Download or read book Seeds of Hope written by Jane Goodall and published by Grand Central Publishing. This book was released on 2014-04-01 with total page 458 pages. Available in PDF, EPUB and Kindle. Book excerpt: From world-renowned scientist Jane Goodall, as seen in the new National Geographic documentary Jane, comes a fascinating examination of the critical role that trees and plants play in our world. From world-renowned scientist Jane Goodall, as seen in the new National Geographic documentary Jane, comes a fascinating examination of the critical role that trees and plants play in our world. Seeds of Hope takes us from Goodall's home in England to her home-away-from-home in Africa, deep inside the Gombe forest, where she and the chimpanzees are enchanted by the fig and plum trees they encounter. She introduces us to botanists around the world, as well as places where hope for plants can be found, such as The Millennium Seed Bank. She shows us the secret world of plants with all their mysteries and potential for healing our bodies as well as Planet Earth. Looking at the world as an adventurer, scientist, and devotee of sustainable foods and gardening--and setting forth simple goals we can all take to protect the plants around us--Goodall delivers an enlightening story of the wonders we can find in our own backyards.
Download or read book Seeds of Fire written by Gordon Thomas and published by . This book was released on 2001 with total page 528 pages. Available in PDF, EPUB and Kindle. Book excerpt: Gordon Thomas reveals information about China's intentions to use the current crisis to launch itself as a new super-power and become America's new major enemy ... On September 11, 2001, the ... Chinese Peoples Liberation Army ... had come to sign the contract with Afghanistan ... that would provide the Taliban with missile-tracking, state of the art communications, and air defense systems.

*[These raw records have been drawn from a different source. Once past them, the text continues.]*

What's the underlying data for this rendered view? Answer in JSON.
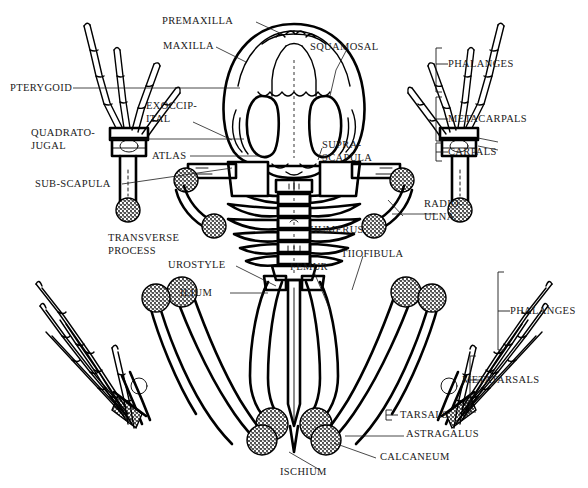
{
  "figure": {
    "background_color": "#ffffff",
    "ink_color": "#000000",
    "label_color": "#1a1a1a"
  },
  "labels": {
    "premaxilla": "PREMAXILLA",
    "maxilla": "MAXILLA",
    "squamosal": "SQUAMOSAL",
    "pterygoid": "PTERYGOID",
    "exoccipital_line1": "EXOCCIP-",
    "exoccipital_line2": "ITAL",
    "quadratojugal_line1": "QUADRATO-",
    "quadratojugal_line2": "JUGAL",
    "atlas": "ATLAS",
    "supra_scapula_line1": "SUPRA-",
    "supra_scapula_line2": "SCAPULA",
    "sub_scapula": "SUB-SCAPULA",
    "transverse_process_line1": "TRANSVERSE",
    "transverse_process_line2": "PROCESS",
    "humerus": "HUMERUS",
    "radio_ulna_line1": "RADIO-",
    "radio_ulna_line2": "ULNA",
    "urostyle": "UROSTYLE",
    "ilium": "ILIUM",
    "femur": "FEMUR",
    "tibiofibula": "TIIOFIBULA",
    "ischium": "ISCHIUM",
    "astragalus": "ASTRAGALUS",
    "calcaneum": "CALCANEUM"
  },
  "brackets": {
    "phalanges_fore": "PHALANGES",
    "metacarpals": "METACARPALS",
    "carpals": "CARPALS",
    "phalanges_hind": "PHALANGES",
    "metatarsals": "METATARSALS",
    "tarsals": "TARSALS"
  }
}
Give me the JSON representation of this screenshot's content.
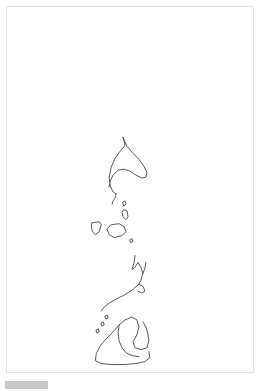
{
  "document": {
    "title": "",
    "background_color": "#ffffff",
    "page_color": "#ffffff",
    "page_border_color": "#e3e3e3"
  },
  "sketch": {
    "name": "philippines-archipelago-sketch",
    "description": "Hand-drawn pencil outline map of the Philippine islands",
    "stroke_color": "#5a5a5a",
    "stroke_color_light": "#8d8d8d",
    "stroke_width": 1,
    "fill": "none",
    "viewbox": "0 0 248 367",
    "shapes": [
      {
        "name": "luzon",
        "label": "Luzon",
        "path": "M 117 131 L 119 139 L 114 145 L 109 152 L 105 161 L 103 171 L 104 180 L 107 186 L 110 188 M 117 131 L 121 140 L 127 147 L 133 153 L 138 160 L 141 166 L 140 171 L 136 172 L 130 169 L 124 165 L 118 163 L 112 164 L 107 169 L 104 175 L 103 181"
      },
      {
        "name": "bicol-tail",
        "label": "Bicol peninsula tail",
        "path": "M 110 188 L 109 192 L 107 195 L 106 198"
      },
      {
        "name": "island-marinduque",
        "label": "small island below Luzon",
        "path": "M 117 196 L 119 195 L 120 198 L 118 200 Z"
      },
      {
        "name": "island-catanduanes",
        "label": "narrow island",
        "path": "M 118 204 L 121 205 L 122 211 L 120 214 L 117 211 L 116 207 Z"
      },
      {
        "name": "island-mindoro",
        "label": "Mindoro",
        "path": "M 86 217 L 93 216 L 95 219 L 93 226 L 89 229 L 86 226 L 85 221 Z"
      },
      {
        "name": "island-panay",
        "label": "Panay / Visayas block",
        "path": "M 105 219 L 113 218 L 118 221 L 120 226 L 116 230 L 108 232 L 103 229 L 101 224 Z"
      },
      {
        "name": "island-negros-dot",
        "label": "tiny island dot",
        "path": "M 124 234 L 126 233 L 127 236 L 125 237 Z"
      },
      {
        "name": "visayas-zigzag",
        "label": "Cebu / Leyte zigzag",
        "path": "M 129 250 L 128 258 L 126 264 L 129 262 L 132 257 L 135 262 L 137 268 L 139 263 L 140 257 M 137 268 L 135 275 L 133 279"
      },
      {
        "name": "palawan-diagonal",
        "label": "Palawan long diagonal",
        "path": "M 133 279 L 126 285 L 118 290 L 110 294 L 103 298 L 98 302 L 95 306"
      },
      {
        "name": "samar-leyte-hook",
        "label": "hook beside zigzag",
        "path": "M 133 279 L 137 281 L 139 286 L 136 288 L 132 286"
      },
      {
        "name": "sulu-dots",
        "label": "small southern dots",
        "path": "M 99 311 L 101 310 L 102 313 L 100 314 Z M 95 318 L 97 317 L 98 320 L 96 321 Z M 90 325 L 92 324 L 93 327 L 91 328 Z"
      },
      {
        "name": "mindanao",
        "label": "Mindanao",
        "path": "M 119 315 L 126 312 L 131 315 L 133 322 L 131 330 L 127 337 L 129 343 L 135 345 L 141 343 L 143 336 L 142 329 L 140 322 L 137 317 M 119 315 L 113 320 L 107 327 L 100 334 L 94 341 L 90 349 L 89 356 L 95 359 L 106 360 L 118 360 L 130 359 L 139 357 L 144 353 L 143 347"
      },
      {
        "name": "mindanao-inner",
        "label": "Mindanao interior line",
        "path": "M 113 320 L 112 328 L 113 336 L 116 343 L 120 348 L 126 351 L 133 352"
      }
    ]
  },
  "footer": {
    "bar_color": "#c9c9c9",
    "label": ""
  }
}
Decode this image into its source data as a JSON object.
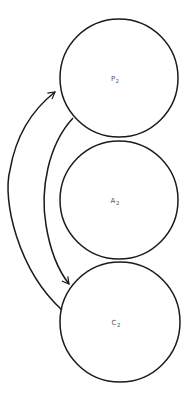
{
  "diagram": {
    "type": "cycle-diagram",
    "stroke_color": "#1a1a1a",
    "label_color": "#555555",
    "background": "#ffffff",
    "nodes": [
      {
        "id": "P2",
        "letter": "P",
        "subscript": "2",
        "cx": 119,
        "cy": 78,
        "r": 59
      },
      {
        "id": "A2",
        "letter": "A",
        "subscript": "2",
        "cx": 119,
        "cy": 200,
        "r": 59
      },
      {
        "id": "C2",
        "letter": "C",
        "subscript": "2",
        "cx": 120,
        "cy": 322,
        "r": 60
      }
    ],
    "edges": [
      {
        "from": "C2",
        "to": "P2",
        "direction": "up",
        "side": "outer-left"
      },
      {
        "from": "P2",
        "to": "C2",
        "direction": "down",
        "side": "inner-left"
      }
    ]
  }
}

Book Synopsis Seeds of Deception by : Jeffrey M. Smith
Download or read book Seeds of Deception written by Jeffrey M. Smith and published by Yes Books. This book was released on 2005-03-30 with total page 296 pages. Available in PDF, EPUB and Kindle. Book excerpt: Without knowing it, Americans eat genetically modified (GM) food every day. While the food and chemical industries claim that GMO food is safe, a considerable amount of evidence shows otherwise. In Seeds of Deception, Jeffrey Smith, a former executive with the leading independent laboratory testing for GM presence in foods, documents these serious health dangers and explains how corporate influence and government collusion have been used to cover them up. The stories Smith presents read like a mystery novel. Scientists are offered bribes or threatened; evidence is stolen; data withheld or distorted. Government scientists who complain are stripped of responsibilities or fired. The FDA even withheld information from congress after a GM food supplement killed nearly a hundred people and permanently disabled thousands. While Smith was employed by the laboratory he was not allowed to speak on the health dangers or the cover-up. No longer bound by this agreement, Smith now reveals what he knows in this groundbreaking expose. Today, food companies sell GM foods that have not undergone safety studies. FDA scientists opposed this, but White House and industry pressure prevailed and the agency's final policy--co-authored by a former Monsanto attorney--denied the risks. The scientists' concerns were made public only after a lawsuit forced the agency to turn over internal documents. Dan Glickman, former Secretary of Agriculture, describes the government's pro-biotech mindset: "You felt like you were almost an alien, disloyal, by trying to present an open-minded view. . . . So I pretty much spouted the rhetoric. . . . It was written into my speeches." In Seeds of Deception Smith offers easy-to-understand descriptions of genetic engineering and explains why it can result in serious health problems. This well-documented, pivotal work will show you how to protect yourself and your family. DVD Overview Three videos in one: includes an interview with Jeffrey M. Smith, footage of scientists, and a look at the miraculous improvement in student behavior that accompanied a change in diet at a Wisconsin school. Also included is a lecture by Smith on "The Health Dangers of Genetically Engineered Foods and Their Cover-up."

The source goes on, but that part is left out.